For a 50-device SWIFT system, full battery replacement at the 2-year mark runs $750-1,250 in materials plus 2-4 hours of labor at licensed-technician rates, roughly $1,080-2,030 per replacement cycle, or $540-1,015 per year amortized. The simultaneous expiration problem is real: if all devices were installed at the same time with the same battery type, they all approach end of life together. Build a staggered batch replacement schedule into the service contract from day one.
Frequently Asked Questions
Yes, but concrete attenuates RF signal significantly. A device rated for 500 meters line-of-sight may only reach 50-100 meters through multiple concrete walls. Concrete elevator cores, masonry stair towers, and mechanical rooms are the most challenging areas. An RF survey identifies shadow zones before installation. Mesh repeaters can bridge RF gaps, but they add cost and require power. The survey will tell you exactly how many repeaters the building needs.
Battery life depends on the platform. Notifier SWIFT uses four CR123A lithium batteries per device, UL-listed for a 2-year service life. Siemens SWING specifies a minimum 6-year battery life. Hochiki Ekho claims up to 10 years. NFPA 72 requires a low-battery trouble signal at least 7 days before the battery can no longer support operation, giving facilities managers a defined window before a device goes dark.
You can, but it rarely makes financial sense in new construction. The labor savings from eliminating wire runs (the main justification for wireless in retrofits) disappear when walls are open and conduit installation is straightforward work.

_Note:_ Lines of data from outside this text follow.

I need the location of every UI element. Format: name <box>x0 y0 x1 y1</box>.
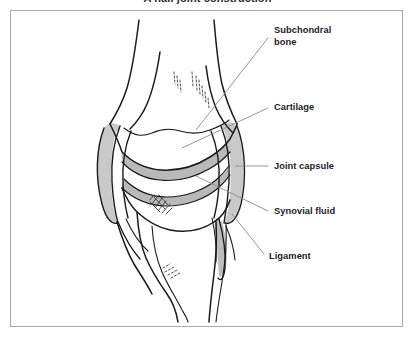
callout-label-joint-capsule: Joint capsule <box>274 161 334 173</box>
femur-shading-right <box>192 72 209 108</box>
femur-left-inner-contour <box>130 52 160 129</box>
femur-shading-left <box>174 72 181 92</box>
leader-line-subchondral-bone <box>196 38 268 130</box>
callout-label-subchondral-bone: Subchondral bone <box>274 25 331 48</box>
leader-line-ligament <box>232 214 264 254</box>
femur-right-contour <box>214 20 237 124</box>
tibia-left-contour <box>137 212 178 322</box>
femur-left-contour <box>110 20 139 124</box>
figure-page: A nail joint construction <box>0 0 415 339</box>
knee-joint-illustration <box>0 0 415 339</box>
tibia-shading <box>163 264 180 278</box>
callout-label-synovial-fluid: Synovial fluid <box>274 206 335 218</box>
callout-label-cartilage: Cartilage <box>274 102 314 114</box>
ligament-left-secondary <box>126 219 148 251</box>
ligament-right-lower <box>226 226 235 260</box>
callout-label-ligament: Ligament <box>269 251 311 263</box>
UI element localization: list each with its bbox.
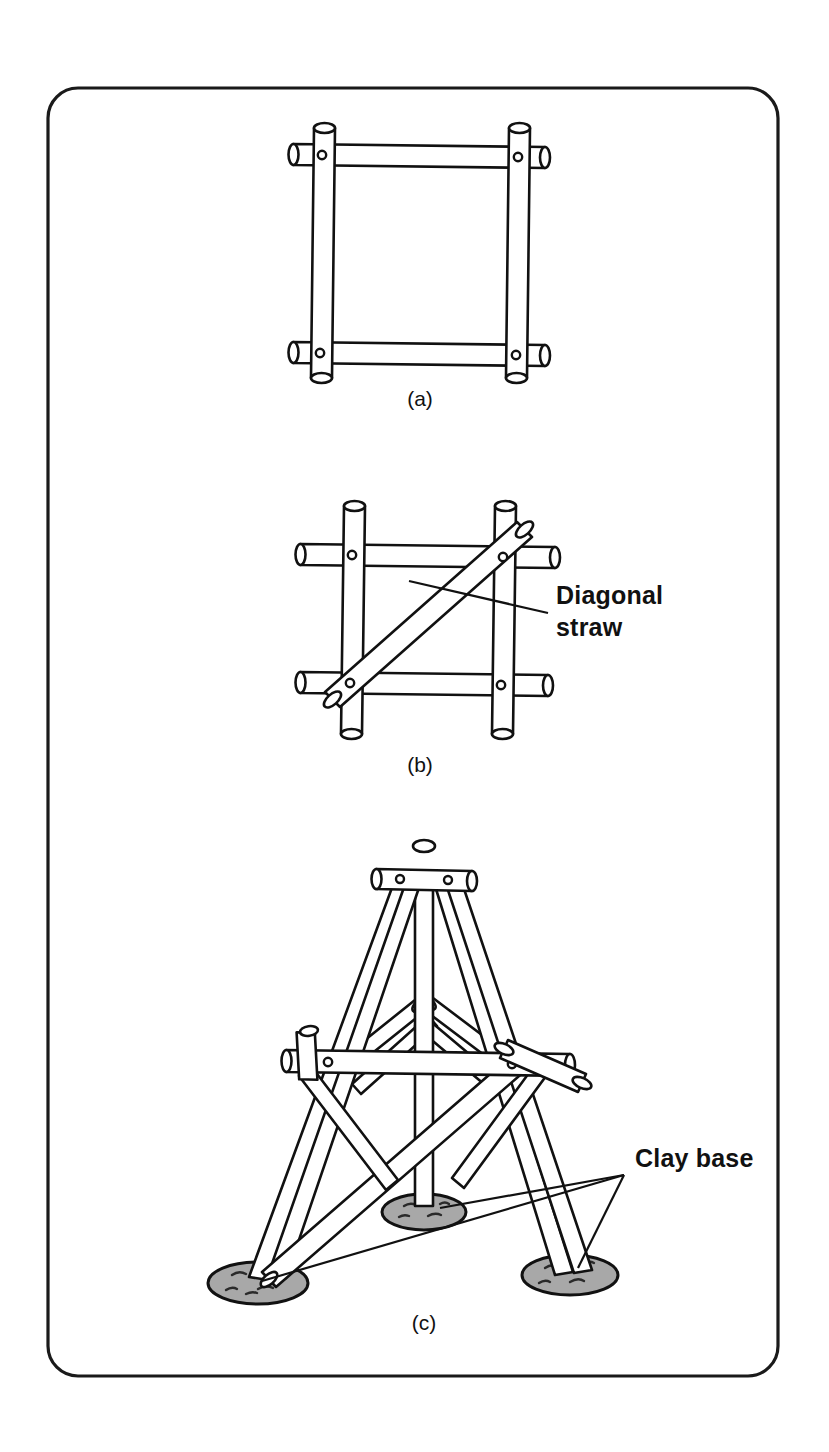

Wireless devices cost 20-30% more than equivalent hardwired addressable devices. Without the labor offset, total installed cost for wireless is typically higher in new construction.
NFPA 72 requires the fire alarm panel to generate a trouble signal within 200 seconds if any wireless device stops sending its scheduled check-in signal. This applies to every device in the system. A device with a dead battery, a removed mounting base, or a completely blocked RF path will trigger a trouble signal at the panel within 200 seconds, roughly 3.5 minutes. The system actively detects device failures rather than waiting until an alarm event to discover them.
Yes, all fire alarm systems require AHJ plan review and inspection regardless of whether they're hardwired or wireless. Some AHJs are skeptical of wireless systems and may impose requirements beyond NFPA 72 or reject them outright. This is legal under their authority to require more than code minimums. A pre-submittal meeting with the AHJ before committing to wireless is strongly recommended. Bringing the system's UL 864 listing documentation and NFPA 72 compliance analysis to that meeting reduces approval friction significantly.
Sometimes. Several major panel manufacturers offer hybrid expansion modules that translate wireless device signals into the addressable SLC protocol the panel already uses. Fire-Lite's WGM-300, Silent Knight's SK-WGATT-2, and Notifier's FireScan Gateway are examples. Each gateway supports a finite number of wireless devices per panel loop. Whether this is viable depends on your panel manufacturer, the panel's firmware version, and how many devices you need to add wirelessly. It's not a universal capability, so confirm with the manufacturer before specifying wireless expansion on an existing panel.
Installing a Wireless Fire Alarm System?
TSS USA designs and installs wireless fire alarm systems across Tampa Bay, including hybrid configurations that meet AHJ requirements for commercial occupancies. We hold the Alarm System Contractor I license required for Florida fire alarm work.